Impotence of the Congress.
Why did not the Congress of the Confederation intervene to prevent this drift to anarchy? The Congress would gladly have done so but it had no power. It had no authority to intervene in disputes between the states, or even to prevent war among them. It had no army of its own, no money to raise an army. Some of the states, now that the war was over, took so little interest in the Confederation that they stopped sending delegates to the Congress altogether. Time and again it was found impossible to get a quorum in order to do business. The utter weakness of the Congress was tragically displayed in 1783 when it was driven out of its quarters at Philadelphia by a mob of soldiers clamoring for their pay.
The economic disorder.
The whole country was in a bad way. During the war a huge debt had been created, and Congress now found itself with no money to pay interest on it. Millions in paper money had been issued, but nowhere was there any gold to redeem them. Prices had been high during the war, as prices always are during war time. When the war ended there was a general fall in prices with the result that the farmers got less for their products and became discontented. Farmers, in those days, formed ninety per cent of the population and they completely controlled the legislatures of the various states. They clamored for relief from the effects of the decline in prices, called for the issue of more paper money, for high tariffs, and for measures that would lessen the burden of mortgages on their lands. In some of the states there was open rioting and disorder. These years have been well called the “critical period” of American history. It looked for a time as though independence was to be merely a prelude to anarchy.
The leaders in despair.
No wonder the leaders of the people were discouraged and alarmed. Washington was in despair. “I am mortified beyond expression”, he wrote, “when I view the clouds that have spread over the brightest morn that ever dawned upon any country.... I am lost in amazement when I behold what intrigue, ignorance, and jealousy are capable of effecting.... It is but the other day that we were shedding our blood to obtain the constitutions under which we now live—constitutions of our own choice and making—and now we are unsheathing the sword to overturn them.... What a triumph for the advocates of despotism to find that we are incapable of governing ourselves!” These are bitter words, but the condition of the country quite justified them. Sensible men in all the states shared this alarm and felt that what had been won during the war might easily be lost, for if the states should fall to fighting among themselves, it would be very easy for Europe to take a hand in the fray and divide the spoils. The fate of Poland was fresh in the minds of those who had read history.
A Constitutional Convention called.
The Triumph of Public Spirit over Selfishness.—But presently there came a rift in the clouds. The four million people who formed the population of the thirteen states, despite their sectional prejudices, were possessed of common sense and patriotism. They were blessed, moreover, with as fine a group of leaders as ever carried a young nation through troublous years. Washington, Jefferson, Franklin, Madison, Hamilton, and the others of this notable galaxy held different views as to the best means of bringing order out of chaos; but they were ready, when the time came, to sink these personal differences in order that some effective form of central government might be established. They lent the weight of their great influence, therefore, to a movement for revising the Articles of Confederation in such a way that a better union of the thirteen states might be achieved. In truth it was a difficult task to induce the states to move towards unity, for they were all headed in exactly the opposite direction. But by the exercise of tact and patience, and after discouraging delays, twelve of the states finally sent delegates to a convention that was called to meet at Philadelphia in 1787 to see what could be done. If the states had been asked to join in the making of an entirely new constitution and the establishing of a real federal union, there is no doubt that some of them would have declined. The convention was called to consider changes in the Articles of Confederation. But when the delegates set to work they soon found that no patchwork performance would ever solve the problem of welding the American people into a unified nation. So they proceeded to make an entirely new covenant containing provision for a real central government endowed with adequate powers.
The Constitutional Convention: Its Members.—In the convention there were fifty-five delegates representing twelve states. Some states sent six or seven delegates; others only two or three. The number did not matter much, for each state had one vote on all questions. The delegates were never all present at any one time; some of them came and soon went away; others kept coming and going; but the majority stayed right through the summer and attended the meetings regularly. The convention met in the old brick state house in Philadelphia, the building in which the Declaration of Independence had been signed eleven years before. It met behind closed doors and the delegates agreed that they would not tell what was going on. Day after day, from May to September, they wrestled with the problem of framing a new constitution and although their differences of opinion often seemed impossible to adjust, the convention finally managed to draft a document which a majority of the delegates were willing to sign.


* _Your task_
All of the data must be output exactly, with every picture left out.

Records from a collection of figures
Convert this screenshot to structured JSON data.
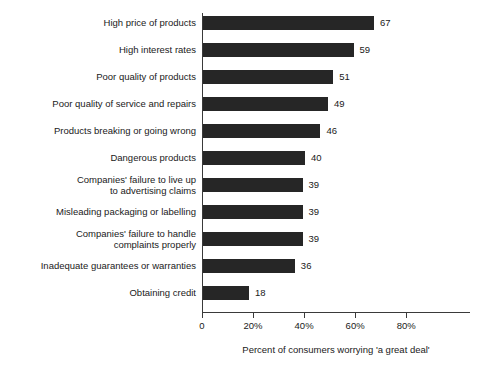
{
  "chart_data": {
    "type": "bar",
    "orientation": "horizontal",
    "title": "",
    "xlabel": "Percent of consumers worrying 'a great deal'",
    "ylabel": "",
    "xlim": [
      0,
      88
    ],
    "xticks": [
      0,
      20,
      40,
      60,
      80
    ],
    "xtick_labels": [
      "0",
      "20%",
      "40%",
      "60%",
      "80%"
    ],
    "grid": false,
    "legend": null,
    "bar_color": "#262626",
    "axis_color": "#3a3a3a",
    "categories": [
      "High price of products",
      "High interest rates",
      "Poor quality of products",
      "Poor quality of service and repairs",
      "Products breaking or going wrong",
      "Dangerous products",
      "Companies' failure to live up\nto advertising claims",
      "Misleading packaging or labelling",
      "Companies' failure to handle\ncomplaints properly",
      "Inadequate guarantees or warranties",
      "Obtaining credit"
    ],
    "values": [
      67,
      59,
      51,
      49,
      46,
      40,
      39,
      39,
      39,
      36,
      18
    ],
    "value_labels": [
      "67",
      "59",
      "51",
      "49",
      "46",
      "40",
      "39",
      "39",
      "39",
      "36",
      "18"
    ]
  }
}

* _Answer to this problem_
Convert this screenshot to structured JSON data.
{
  "chart_data": {
    "type": "bar",
    "orientation": "horizontal",
    "title": "",
    "xlabel": "Percent of consumers worrying 'a great deal'",
    "ylabel": "",
    "xlim": [
      0,
      88
    ],
    "xticks": [
      0,
      20,
      40,
      60,
      80
    ],
    "xtick_labels": [
      "0",
      "20%",
      "40%",
      "60%",
      "80%"
    ],
    "grid": false,
    "legend": null,
    "bar_color": "#262626",
    "axis_color": "#3a3a3a",
    "categories": [
      "High price of products",
      "High interest rates",
      "Poor quality of products",
      "Poor quality of service and repairs",
      "Products breaking or going wrong",
      "Dangerous products",
      "Companies' failure to live up\nto advertising claims",
      "Misleading packaging or labelling",
      "Companies' failure to handle\ncomplaints properly",
      "Inadequate guarantees or warranties",
      "Obtaining credit"
    ],
    "values": [
      67,
      59,
      51,
      49,
      46,
      40,
      39,
      39,
      39,
      36,
      18
    ],
    "value_labels": [
      "67",
      "59",
      "51",
      "49",
      "46",
      "40",
      "39",
      "39",
      "39",
      "36",
      "18"
    ]
  }
}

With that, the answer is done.